A review by Bob Tedder
Words such as limerence, malapropism, pugilism, cachinnate, callipygian, codswallop, onomatophobia and logorrhea are mostly found in ancient and arcane tomes of the sort worshiped by lonely academicians. And yet Kwame Alexander manages to include all of these lovely sesquipedalian morsels in his young adult novel, “Booked.”
The good news is the words are always defined in footnotes and always accompanied by the protagonists’ comments. And more good news: Along with giving readers a chance to learn some language arts, Alexander manages to fold a rollicking story into “Booked.”
The title is illustrative. For those of us not versed in sports trivia (“booked” in soccer refers to a referee documenting a foul), an investigation of the book’s title defines both the contextual explanation for “Booked” and the narrative’s cleverly crafted framing device. Perhaps while kicking around the author’s futbol acumen one should pause and briefly mention “Booked” is a novel in verse – 314 pages of blank verse!
What then can possibly spring from such a seemingly toxic mixture of soccer, poetry and linguistic legerdemain? Alexander answers this question by sublimely painting the academic, social and sports spheres occupying Nick Hall’s eighth-grade universe. There are standard touchstones applicable to Nick’s age group: a love for and participation in a favorite sport, the awkward brushes with first love, the bullies in the hallway, the injury and missing the big match, and the coming to grips with divorce. Sprinkled throughout the novel like raisins in a well-seasoned loaf are those wonderful words fostered by the academic oversight of Nick’s language-obsessed father. Although Nick professes to hate learning them he manages to use them in oft-times humorous approaches to his life crises.
This book, available for loan both in the Sandhill Regional Library System (three copies) and at The Speckled Paw (one copy), is worthy of the most enthusiastic endorsement. I give it a highly manicured thumb standing proudly at a rigid 90 degrees.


Your task is to repeat the entries below exactly and to leave their images out.
Extracted entries section start
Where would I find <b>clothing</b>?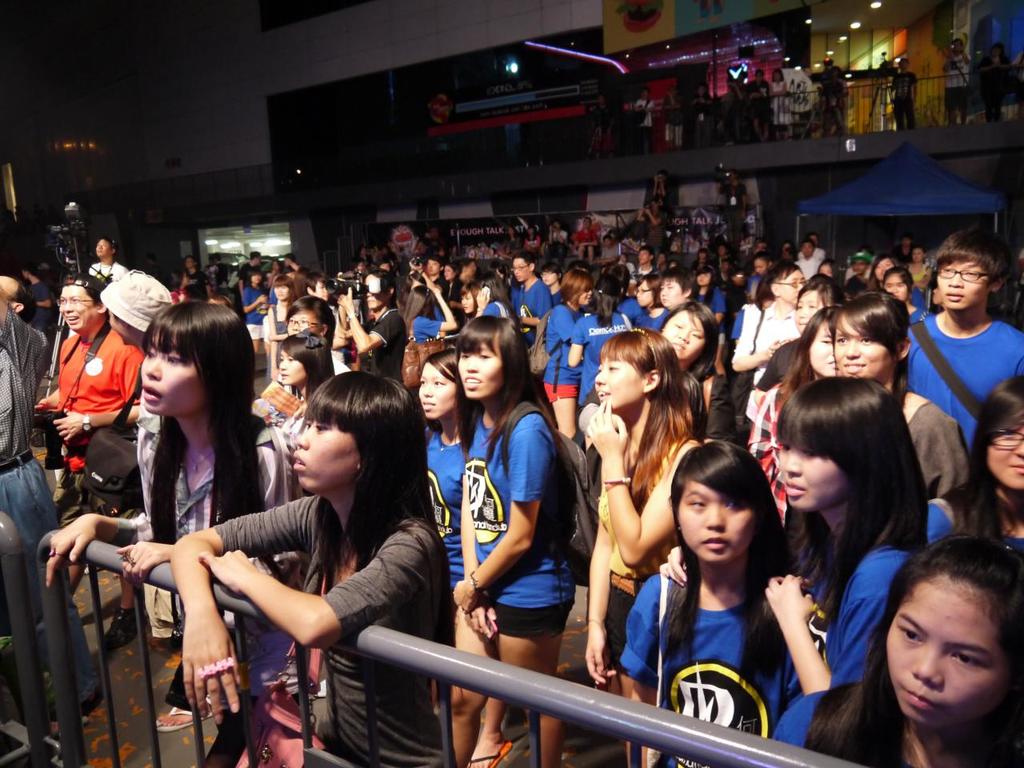
At 505 275 554 350.
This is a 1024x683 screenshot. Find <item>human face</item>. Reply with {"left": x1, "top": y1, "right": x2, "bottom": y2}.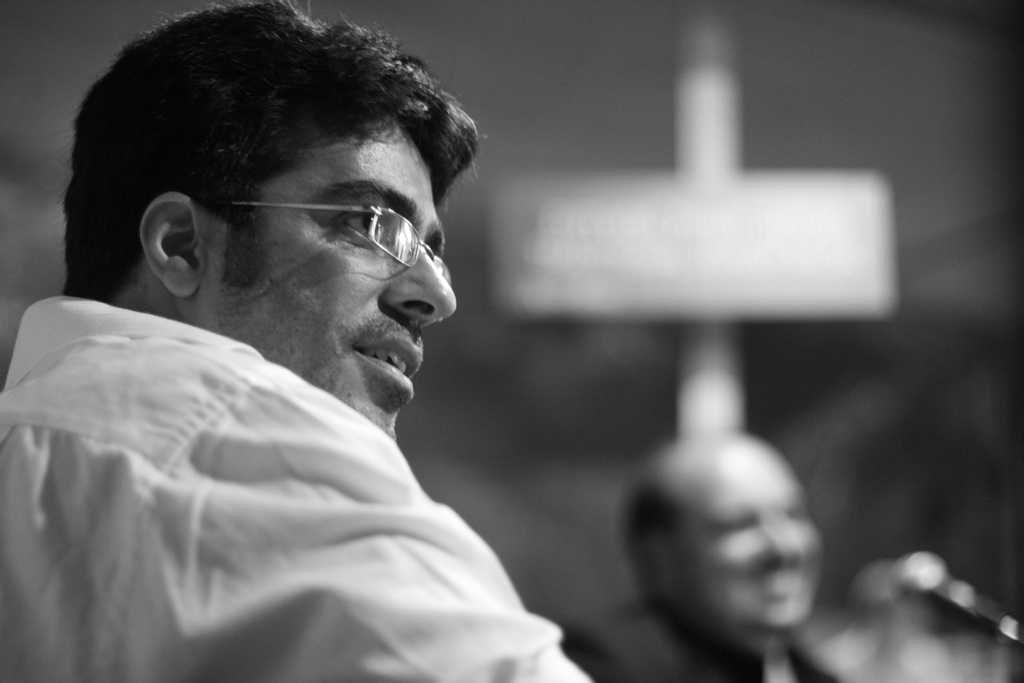
{"left": 191, "top": 117, "right": 455, "bottom": 443}.
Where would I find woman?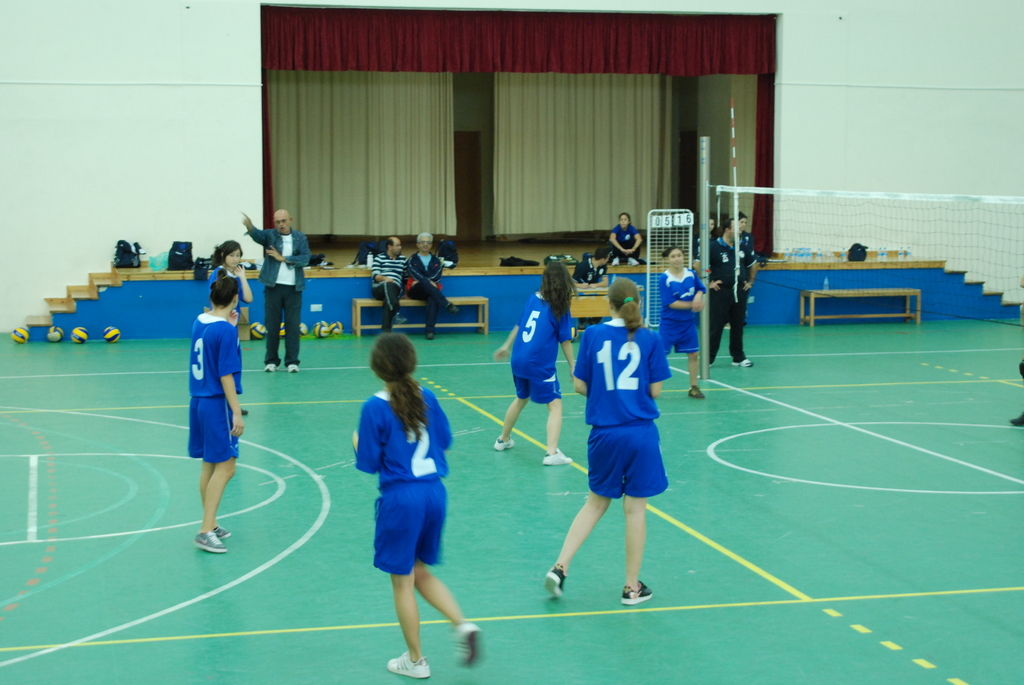
At [x1=341, y1=315, x2=464, y2=659].
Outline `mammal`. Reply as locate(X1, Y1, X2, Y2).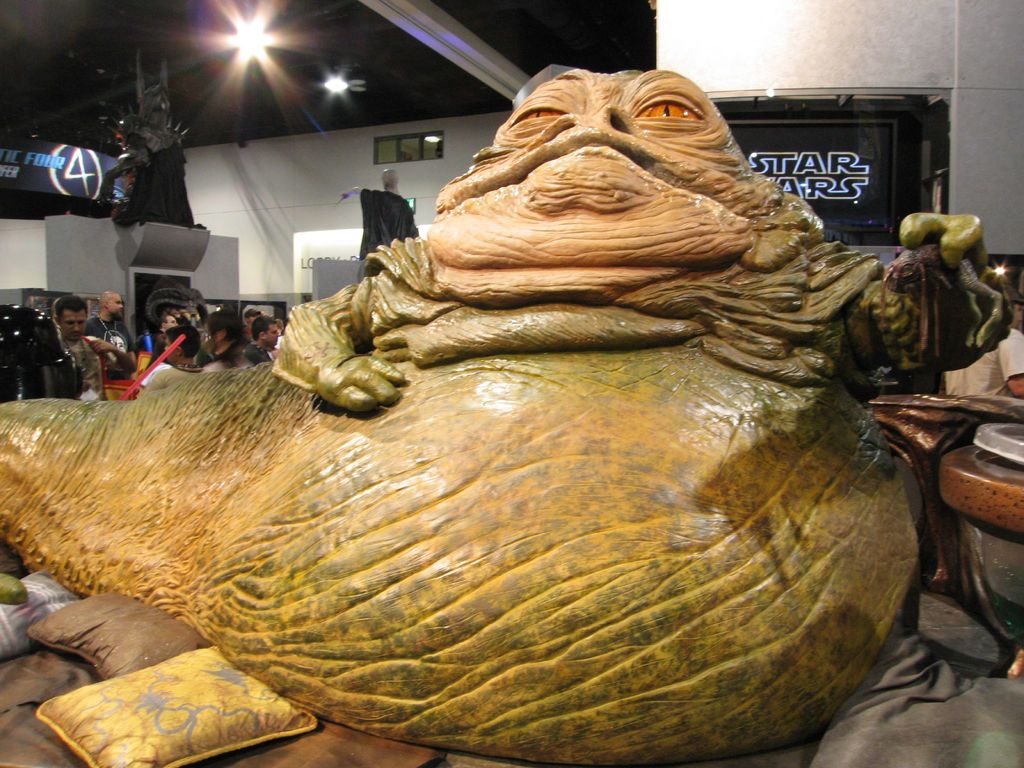
locate(250, 314, 282, 368).
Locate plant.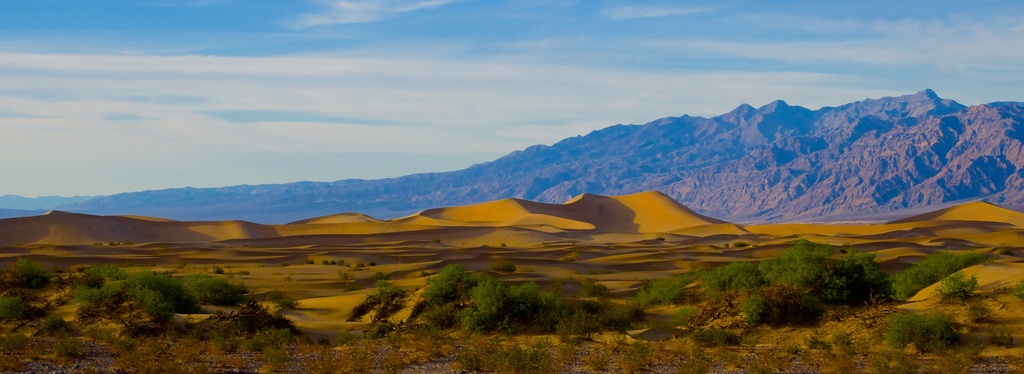
Bounding box: {"x1": 248, "y1": 335, "x2": 268, "y2": 354}.
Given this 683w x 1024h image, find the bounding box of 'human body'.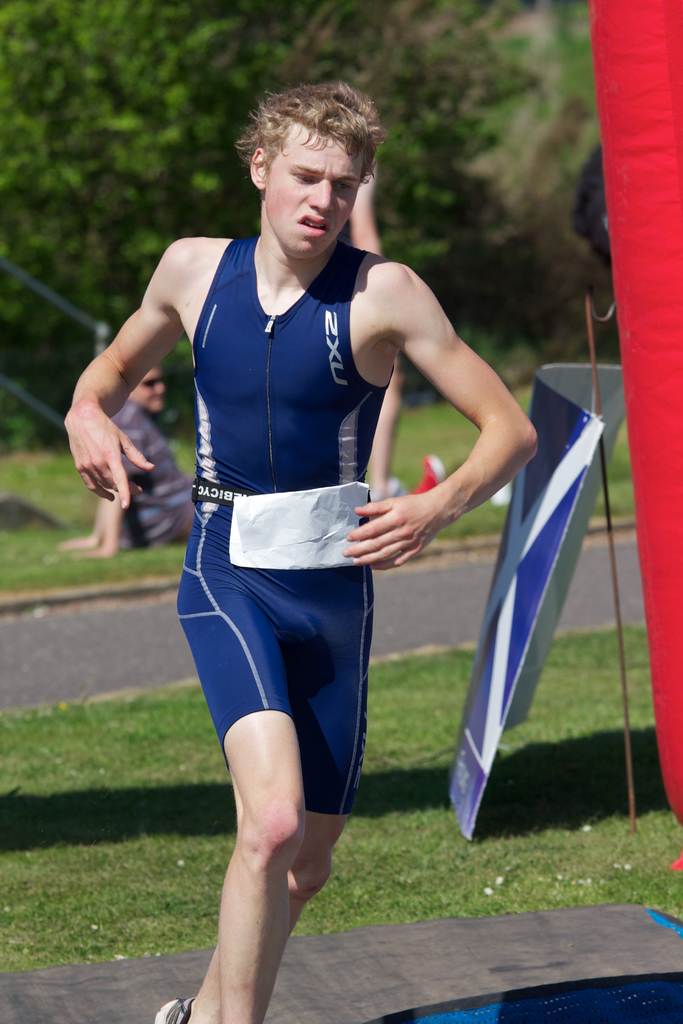
<bbox>58, 372, 199, 579</bbox>.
Extracted entries section end
Problem solution.
Where would I find <b>clothing</b>?
At 505 275 554 350.
This is a 1024x683 screenshot. Find <item>human face</item>. Reply with {"left": x1, "top": y1, "right": x2, "bottom": y2}.
{"left": 191, "top": 117, "right": 455, "bottom": 443}.
Where would I find woman?
At [x1=341, y1=315, x2=464, y2=659].
Outline `mammal`. Reply as locate(X1, Y1, X2, Y2).
locate(250, 314, 282, 368).
Locate plant.
Bounding box: {"x1": 248, "y1": 335, "x2": 268, "y2": 354}.
Given this 683w x 1024h image, find the bounding box of 'human body'.
<bbox>58, 372, 199, 579</bbox>.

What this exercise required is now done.